Craft Apprenticeship in Ancient Greece

Eleni Hasaki (University of Arizona)

The crafts and their artistic value remain the center of study of ancient Greek material culture, even as our attention shifts from product to the processes of production. For the ancient world, apprenticeship was the process for the transmission of technical and artistic knowledge. This paper, therefore, will survey the philological, epigraphical, and archaeological evidence on apprenticeship in ancient crafts.

From internal evidence, artists generally avoided any reference to their teachers in their signatures. In commentaries (Pliny the Elder and Pausanias), references to apprenticeship are relatively common, notably for sculpture and mural painting, but the information conveyed rarely exceeds the formulaic statement that X was the pupil of Y. In sculpture, for example, apprenticeship patterns are identified in two ways, either by single teacher-pupil attributions or, less commonly, as long chains of teacher-apprentice relationships traced back to a famous ancient artist, such as Pheidias or Polykleitos. The tradition of known apprenticeships can cover a span of many generations, each sculptor beginning as an apprentice and then becoming a teacher to a new aspiring sculptor. Such clusters of artistic tradition can include up to twelve sculptors. This craft relationship is further strengthened by a bloodrelationship, since crafts were very often family-based, with the father teaching his son or a male relative.
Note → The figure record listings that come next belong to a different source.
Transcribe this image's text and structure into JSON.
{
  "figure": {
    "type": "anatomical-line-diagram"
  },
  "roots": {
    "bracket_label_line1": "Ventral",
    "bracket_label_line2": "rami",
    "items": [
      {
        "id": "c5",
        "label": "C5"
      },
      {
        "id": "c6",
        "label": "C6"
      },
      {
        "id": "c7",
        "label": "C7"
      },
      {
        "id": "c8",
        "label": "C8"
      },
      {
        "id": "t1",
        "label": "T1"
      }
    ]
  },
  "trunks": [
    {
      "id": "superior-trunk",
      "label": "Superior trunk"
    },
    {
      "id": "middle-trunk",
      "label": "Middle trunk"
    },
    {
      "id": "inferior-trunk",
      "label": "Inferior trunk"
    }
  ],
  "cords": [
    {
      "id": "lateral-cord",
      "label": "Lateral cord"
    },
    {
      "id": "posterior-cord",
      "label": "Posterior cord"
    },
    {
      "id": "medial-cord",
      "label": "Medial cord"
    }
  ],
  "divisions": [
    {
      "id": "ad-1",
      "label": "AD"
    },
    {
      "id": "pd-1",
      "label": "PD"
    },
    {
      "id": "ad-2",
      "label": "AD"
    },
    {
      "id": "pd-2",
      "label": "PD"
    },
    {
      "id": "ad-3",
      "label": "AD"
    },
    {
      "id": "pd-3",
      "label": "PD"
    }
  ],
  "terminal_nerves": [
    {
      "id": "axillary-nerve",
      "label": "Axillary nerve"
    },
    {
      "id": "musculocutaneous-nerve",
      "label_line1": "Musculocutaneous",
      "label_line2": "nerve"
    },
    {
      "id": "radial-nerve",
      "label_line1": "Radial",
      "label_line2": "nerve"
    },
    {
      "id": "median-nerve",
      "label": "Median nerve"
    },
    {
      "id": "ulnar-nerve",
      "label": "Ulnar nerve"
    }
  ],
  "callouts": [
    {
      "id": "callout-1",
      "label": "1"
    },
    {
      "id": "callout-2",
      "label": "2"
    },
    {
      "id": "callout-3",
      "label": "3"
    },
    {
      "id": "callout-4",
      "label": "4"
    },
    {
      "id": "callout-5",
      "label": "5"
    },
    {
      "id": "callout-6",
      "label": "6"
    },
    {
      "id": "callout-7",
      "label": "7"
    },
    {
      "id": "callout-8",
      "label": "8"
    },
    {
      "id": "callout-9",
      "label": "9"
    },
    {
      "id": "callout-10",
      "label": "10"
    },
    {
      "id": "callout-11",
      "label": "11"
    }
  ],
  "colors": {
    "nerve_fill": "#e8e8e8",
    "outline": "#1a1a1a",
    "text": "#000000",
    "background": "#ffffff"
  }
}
The apprenticeship tradition in pottery was paradigmatic for the Greeks: the potter's learning curve is often employed by philosophers as a metaphor for the steady, methodical, and patient acquisition of knowledge they sought to inculcate in their own students. Specific craft-based evidence is scanty, and we remain in darkness about the content and duration of these apprenticeships. In the case of multi-talented personalities, one only wonders how these artists learned the ropes in different media.

It is perhaps not surprising that the formative stages of apprenticeship have remained elusive in the ancient Greek culture where the notion of protos euretes in crafts was widely celebrated. Modern literature has adopted a similar attitude with its focus on the distinctive virtuosity and style of individual 'Masters.' Thus connoisseurship has been the main basis for suggested apprenticeship ties among Athenian vase-painters, sculptors of Cycladic figurines, or cutters of Athenian inscriptions. Despite its main important contributions, connoisseurship relies on the fully-developed, idiosyncratic, style of an artist/craftsman once his apprenticeship is completed. As a result, it may not be the most suitable tool to detect apprenticeship itself. By evaluating the information gained from both the ancient references and the material remains of apprenticeship, we can start formulating methodological tools, with higher analytical definition, in order to trace craft apprenticeship in antiquity.